When you're a boy, warriors and combat often seem terribly romantic. You may read tales of the Lafayette Escadrille and imgine yourself out there with Lufbery, dueling with the Hun, wind whistling through the wires of your Neiuport.

Fletcher Arrowsmith is the viewpoint character of Arrowsmith, a comic written by Astro City's Kurt Busiek and pencilled by Carlos Pacheco. it is set in World War I, but the war is very different. Arrowsmith's word in many ways resemble's the world of Orson Scott Card's Tales of Alvin Maker, a world like ours, but where magic is real and powerful, where technology and sorcery intermingle. Men, trolls and dragons work together, Ancient Gods and wizards serve, and manipulate, the governnment and armies of man.

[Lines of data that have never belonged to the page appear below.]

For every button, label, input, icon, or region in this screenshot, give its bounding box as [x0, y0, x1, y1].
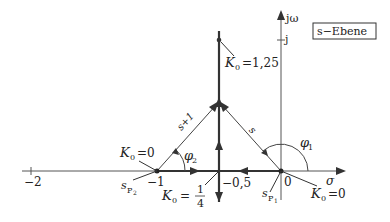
phi2-label: φ 2: [184, 148, 197, 165]
vector-s-label: s: [247, 124, 259, 135]
real-axis-label: σ: [326, 174, 335, 188]
svg-text:=: =: [180, 189, 190, 203]
pole-s-p2-label: s P 2: [121, 179, 137, 196]
arrow-right-icon: [190, 167, 200, 175]
k0-1-25-label: K 0 =1,25: [224, 55, 279, 72]
vector-s-plus-1-label: s+1: [175, 110, 196, 132]
arrow-down-icon: [215, 192, 223, 202]
k0-zero-right-label: K 0 =0: [310, 186, 346, 203]
svg-text:=0: =0: [328, 187, 346, 201]
tick-label-minus-0-5: −0,5: [222, 176, 251, 190]
imag-axis-label: jω: [284, 12, 298, 25]
svg-text:0: 0: [235, 63, 240, 72]
k0-zero-left-label: K 0 =0: [119, 145, 155, 162]
tick-label-minus-2: −2: [24, 175, 42, 189]
pole-s-p1-label: s P 1: [262, 187, 278, 204]
tick-label-0: 0: [284, 175, 292, 189]
svg-text:2: 2: [133, 189, 137, 196]
phi1-label: φ 1: [300, 135, 313, 152]
arrow-up-icon: [215, 140, 223, 150]
svg-text:0: 0: [321, 194, 326, 203]
plane-label: s−Ebene: [317, 25, 367, 38]
imag-axis-arrow-icon: [277, 10, 285, 20]
svg-text:=0: =0: [137, 146, 155, 160]
tick-label-minus-1: −1: [147, 175, 165, 189]
svg-text:2: 2: [192, 156, 197, 165]
svg-text:1: 1: [308, 143, 313, 152]
arrow-left-icon: [238, 167, 248, 175]
svg-text:=1,25: =1,25: [242, 56, 279, 70]
k0-quarter-label: K 0 = 1 4: [161, 183, 205, 210]
svg-text:0: 0: [130, 153, 135, 162]
svg-text:4: 4: [197, 197, 204, 210]
svg-text:1: 1: [274, 197, 278, 204]
real-axis-arrow-icon: [336, 167, 346, 175]
plane-label-box: s−Ebene: [313, 23, 376, 39]
root-locus-diagram: jω j σ −2 −1 −0,5 0 s−Ebene K 0 =1,25 K …: [0, 0, 390, 222]
k0-1-25-point: [217, 38, 222, 43]
svg-text:1: 1: [197, 183, 204, 196]
svg-text:0: 0: [172, 196, 177, 205]
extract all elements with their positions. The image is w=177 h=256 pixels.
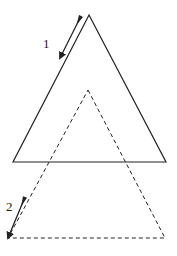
arrow-2-label: 2 — [6, 199, 13, 214]
arrow-2-tail-icon — [21, 196, 27, 206]
solid-triangle — [13, 15, 166, 162]
arrow-1-label: 1 — [43, 36, 50, 51]
arrow-1-group: 1 — [43, 15, 83, 58]
arrow-2-group: 2 — [6, 196, 27, 238]
triangle-diagram: 1 2 — [0, 0, 177, 256]
arrow-1-tail-icon — [77, 15, 83, 25]
dashed-triangle — [8, 90, 165, 238]
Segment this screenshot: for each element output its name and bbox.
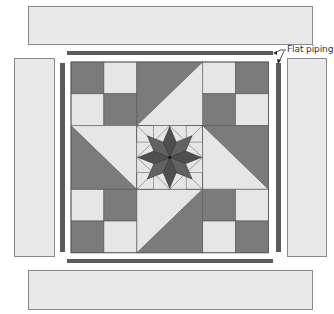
top-border-strip [29, 7, 313, 45]
right-piping [276, 63, 281, 252]
patch-square [71, 221, 104, 253]
patch-square [104, 62, 137, 94]
patch-square [236, 94, 269, 126]
bottom-piping [67, 259, 273, 263]
patch-square [203, 94, 236, 126]
top-piping [67, 51, 273, 55]
left-border-strip [15, 59, 55, 257]
patch-square [71, 62, 104, 94]
right-border-strip [288, 59, 327, 257]
hst-right [203, 126, 269, 190]
left-piping [60, 63, 65, 252]
patch-square [104, 189, 137, 221]
quilt-diagram-canvas [0, 0, 334, 314]
patch-square [203, 62, 236, 94]
bottom-border-strip [29, 271, 313, 310]
quilt-block [71, 62, 268, 253]
patch-square [71, 189, 104, 221]
patch-square [236, 62, 269, 94]
flat-piping-label: Flat piping [287, 44, 333, 54]
hst-left [71, 126, 137, 190]
lemoyne-star-center [137, 126, 203, 190]
flat-piping-leader [273, 50, 286, 64]
quilt-diagram: Flat piping [0, 0, 334, 314]
four-patch-bottom-left [71, 189, 137, 253]
patch-square [104, 221, 137, 253]
four-patch-bottom-right [203, 189, 269, 253]
hst-bottom [137, 189, 203, 253]
four-patch-top-left [71, 62, 137, 126]
patch-square [203, 189, 236, 221]
four-patch-top-right [203, 62, 269, 126]
patch-square [236, 221, 269, 253]
patch-square [71, 94, 104, 126]
patch-square [104, 94, 137, 126]
arrowhead-icon [273, 51, 277, 55]
patch-square [203, 221, 236, 253]
patch-square [236, 189, 269, 221]
star-center-point [168, 156, 171, 159]
hst-top [137, 62, 203, 126]
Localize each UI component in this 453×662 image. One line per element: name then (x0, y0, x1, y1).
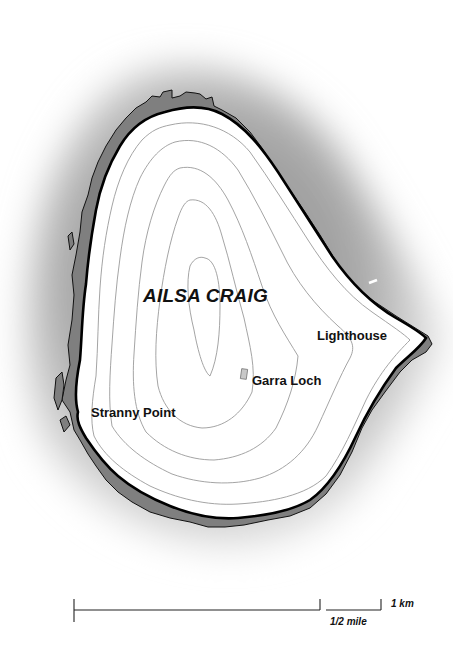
label-stranny-point: Stranny Point (91, 405, 176, 420)
map-title: AILSA CRAIG (143, 285, 268, 307)
scale-label-km: 1 km (391, 598, 414, 609)
scale-label-mile: 1/2 mile (330, 616, 367, 627)
label-lighthouse: Lighthouse (317, 328, 387, 343)
garra-loch-marker (240, 369, 247, 380)
label-garra-loch: Garra Loch (252, 373, 321, 388)
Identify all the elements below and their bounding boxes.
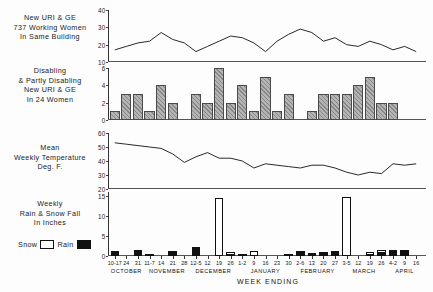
label-line: New URI & GE xyxy=(2,13,98,23)
y-tick-mark xyxy=(106,175,109,176)
bar xyxy=(330,94,340,120)
chart-figure: New URI & GE 737 Working Women In Same B… xyxy=(0,0,433,292)
bar xyxy=(365,77,375,120)
x-tick-mark xyxy=(300,256,301,259)
x-tick-label: 31 xyxy=(135,260,141,266)
y-tick-mark xyxy=(106,133,109,134)
bar xyxy=(134,250,143,256)
x-tick-mark xyxy=(219,256,220,259)
label-line: 737 Working Women xyxy=(2,23,98,33)
x-tick-mark xyxy=(277,256,278,259)
x-tick-label: 19 xyxy=(216,260,222,266)
label-line: Disabling xyxy=(2,66,98,76)
bar xyxy=(296,251,305,256)
bar xyxy=(342,94,352,120)
x-tick-mark xyxy=(416,256,417,259)
y-tick-mark xyxy=(106,147,109,148)
x-tick-label: 30 xyxy=(286,260,292,266)
x-tick-label: 10-17 xyxy=(108,260,122,266)
x-month-label: OCTOBER xyxy=(111,268,142,274)
legend-label-rain: Rain xyxy=(57,240,73,249)
x-month-label: MARCH xyxy=(353,268,376,274)
legend-swatch-snow xyxy=(40,240,54,249)
plot-area-precipitation xyxy=(108,192,426,256)
y-tick-mark xyxy=(106,45,109,46)
y-tick-label: 40 xyxy=(98,158,105,165)
bar xyxy=(331,251,340,256)
bar xyxy=(400,250,409,256)
y-tick-label: 30 xyxy=(98,24,105,31)
x-tick-label: 27 xyxy=(332,260,338,266)
y-tick-mark xyxy=(106,27,109,28)
x-tick-label: 11-7 xyxy=(144,260,155,266)
label-line: Weekly xyxy=(2,199,98,209)
x-tick-mark xyxy=(196,256,197,259)
plot-area-temperature xyxy=(108,133,426,189)
panel-label-precipitation: Weekly Rain & Snow Fall In Inches xyxy=(2,199,98,228)
x-tick-label: 13 xyxy=(309,260,315,266)
bar xyxy=(284,254,293,256)
x-tick-mark xyxy=(231,256,232,259)
bar xyxy=(307,111,317,120)
x-tick-mark xyxy=(393,256,394,259)
x-tick-mark xyxy=(150,256,151,259)
bar xyxy=(388,103,398,120)
label-line: Mean xyxy=(2,143,98,153)
label-line: Rain & Snow Fall xyxy=(2,209,98,219)
y-tick-label: 60 xyxy=(98,130,105,137)
y-tick-mark xyxy=(106,161,109,162)
x-tick-mark xyxy=(173,256,174,259)
label-line: In 24 Women xyxy=(2,95,98,105)
bar xyxy=(168,103,178,120)
bar xyxy=(284,94,294,120)
label-line: In Inches xyxy=(2,218,98,228)
x-tick-mark xyxy=(115,256,116,259)
x-tick-label: 9 xyxy=(252,260,255,266)
bar xyxy=(145,254,154,256)
panel-disabling: 0246 xyxy=(108,68,426,120)
x-tick-mark xyxy=(312,256,313,259)
x-tick-label: 28 xyxy=(181,260,187,266)
x-tick-label: 14 xyxy=(158,260,164,266)
y-tick-label: 40 xyxy=(98,7,105,14)
x-tick-mark xyxy=(161,256,162,259)
label-line: In Same Building xyxy=(2,32,98,42)
bar xyxy=(377,252,386,256)
x-tick-mark xyxy=(370,256,371,259)
bar xyxy=(156,85,166,120)
bar xyxy=(249,111,259,120)
x-tick-label: 2-6 xyxy=(296,260,304,266)
bar xyxy=(318,94,328,120)
bar xyxy=(366,254,375,256)
bar xyxy=(214,68,224,120)
y-tick-label: 30 xyxy=(98,172,105,179)
x-tick-label: 26 xyxy=(228,260,234,266)
x-month-label: NOVEMBER xyxy=(149,268,185,274)
plot-area-disabling xyxy=(108,68,426,120)
x-tick-mark xyxy=(381,256,382,259)
y-tick-mark xyxy=(106,189,109,190)
x-tick-label: 20 xyxy=(320,260,326,266)
panel-temperature: 2030405060 xyxy=(108,133,426,189)
x-axis-title: WEEK ENDING xyxy=(237,278,299,285)
x-tick-mark xyxy=(242,256,243,259)
label-line: Weekly Temperature xyxy=(2,153,98,163)
x-tick-mark xyxy=(138,256,139,259)
bar xyxy=(226,254,235,256)
bar xyxy=(110,111,120,120)
y-tick-mark xyxy=(106,85,109,86)
x-tick-label: 12-5 xyxy=(190,260,201,266)
precipitation-legend: Snow Rain xyxy=(18,240,91,249)
x-tick-mark xyxy=(254,256,255,259)
y-tick-mark xyxy=(106,103,109,104)
y-tick-mark xyxy=(106,10,109,11)
panel-label-temperature: Mean Weekly Temperature Deg. F. xyxy=(2,143,98,172)
x-tick-label: 4-2 xyxy=(389,260,397,266)
x-tick-label: 19 xyxy=(367,260,373,266)
panel-uri-ge: 10203040 xyxy=(108,10,426,62)
x-month-label: JANUARY xyxy=(251,268,281,274)
y-tick-mark xyxy=(106,120,109,121)
x-tick-label: 3-5 xyxy=(343,260,351,266)
x-tick-mark xyxy=(266,256,267,259)
line-series xyxy=(108,133,426,189)
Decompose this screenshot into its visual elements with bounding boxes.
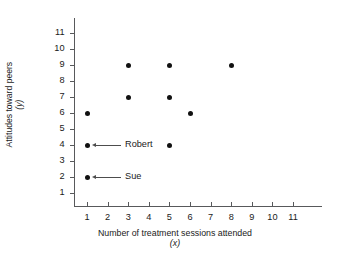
x-tick-mark [128,202,129,207]
y-axis-title-line2: (y) [15,62,25,148]
y-tick-mark [70,129,75,130]
scatter-plot-figure: Attitudes toward peers (y) 1234567891011… [0,0,350,268]
annotation-arrowhead-icon [92,175,96,179]
data-point [167,63,172,68]
x-tick-label: 11 [283,213,303,222]
data-point [85,111,90,116]
y-tick-label: 7 [45,92,65,101]
x-tick-mark [293,202,294,207]
annotation-label: Sue [125,172,141,181]
y-tick-mark [70,145,75,146]
data-point [85,175,90,180]
x-tick-mark [231,202,232,207]
y-tick-label: 10 [45,44,65,53]
x-tick-label: 7 [201,213,221,222]
x-tick-label: 9 [242,213,262,222]
x-tick-label: 4 [139,213,159,222]
x-tick-mark [169,202,170,207]
annotation-arrowhead-icon [92,143,96,147]
x-tick-label: 8 [221,213,241,222]
x-tick-mark [272,202,273,207]
x-tick-mark [211,202,212,207]
y-tick-label: 4 [45,140,65,149]
y-tick-mark [70,193,75,194]
y-tick-mark [70,33,75,34]
y-tick-mark [70,97,75,98]
y-tick-label: 9 [45,60,65,69]
x-axis-spine [74,206,322,207]
x-tick-label: 6 [180,213,200,222]
x-tick-mark [190,202,191,207]
y-tick-label: 1 [45,188,65,197]
y-tick-mark [70,65,75,66]
data-point [167,95,172,100]
y-tick-label: 6 [45,108,65,117]
x-tick-mark [149,202,150,207]
y-tick-mark [70,113,75,114]
x-axis-title-line1: Number of treatment sessions attended [0,228,350,239]
x-tick-mark [108,202,109,207]
y-tick-label: 2 [45,172,65,181]
y-tick-mark [70,161,75,162]
y-axis-title: Attitudes toward peers (y) [0,0,30,210]
y-tick-label: 5 [45,124,65,133]
x-tick-label: 1 [77,213,97,222]
x-axis-title-line2: (x) [0,238,350,249]
y-tick-label: 8 [45,76,65,85]
x-tick-label: 5 [159,213,179,222]
annotation-label: Robert [125,140,153,149]
y-tick-mark [70,49,75,50]
x-tick-label: 3 [118,213,138,222]
annotation-leader-line [96,145,121,146]
y-tick-label: 3 [45,156,65,165]
y-tick-label: 11 [45,28,65,37]
data-point [229,63,234,68]
y-tick-mark [70,177,75,178]
x-tick-mark [87,202,88,207]
data-point [167,143,172,148]
x-tick-label: 10 [262,213,282,222]
data-point [126,95,131,100]
data-point [188,111,193,116]
x-axis-title: Number of treatment sessions attended (x… [0,228,350,250]
y-tick-mark [70,81,75,82]
y-axis-title-text: Attitudes toward peers (y) [5,62,24,148]
annotation-leader-line [96,177,121,178]
x-tick-mark [252,202,253,207]
data-point [126,63,131,68]
data-point [85,143,90,148]
x-tick-label: 2 [98,213,118,222]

The countries are the same, yet different, with Gallia and Albion standing in for France and Britain in a brutal war with Prussia.

When the story begins, Fletcher is the teenage son of a blacksmith back in the United States of Columbia when a group of allied flyers come by on a recruiting trip. They're Americans of the Overseas Air Bureau, expatriates who fiy and die for the allies. Only they don't need a Spad to fly. Tiny dragons, called dragonets perch on their shoulders, and they fly alone, the pink glow of magic lighting their feet.

Arrowsmith is mesmerized, not only what they can do, but because these men seem to him like knight-errants, warriors for good in world threatened by the blackest evil. His father is isolationist, suspicious of magic and foreign powers. Rocky the troll, a family friend lived over there and fled to Columbia when his family was killed. He advises Fletcher not to go. But his best friend also feels the romance of war, and signs up. And so, Fletcher does as well, convinced that all that is necessary for evil to triumph is for good men to do nothing.

Military life is not how Fletcher expected. A young boy's illusions quickly fall away in this coming of age story. He finds his first girlfriend, Grace. He gets into brawls. And even more quickly discovers that war is darker and more horrid than anything he can imagine.

The world is beautifully drawn by Pacheco, colorist Alex Sinclair, inker Jesus Merino and Comicraft. The colors flow together, the art always believable and the colors absolutely wonderful. It is a strange mix of technology and the wierd, with dinosaurs transporting modern artillery, where men bond with dragons and fight with both gun and crossbow, as Iron is anathema to magic.

Busiek is one of comic's finest writers, and his skill shows in every issue. Fletcher is likable and real, a good person in way over his head. If you are a comics fan, you owe it yourself to check out this growing story.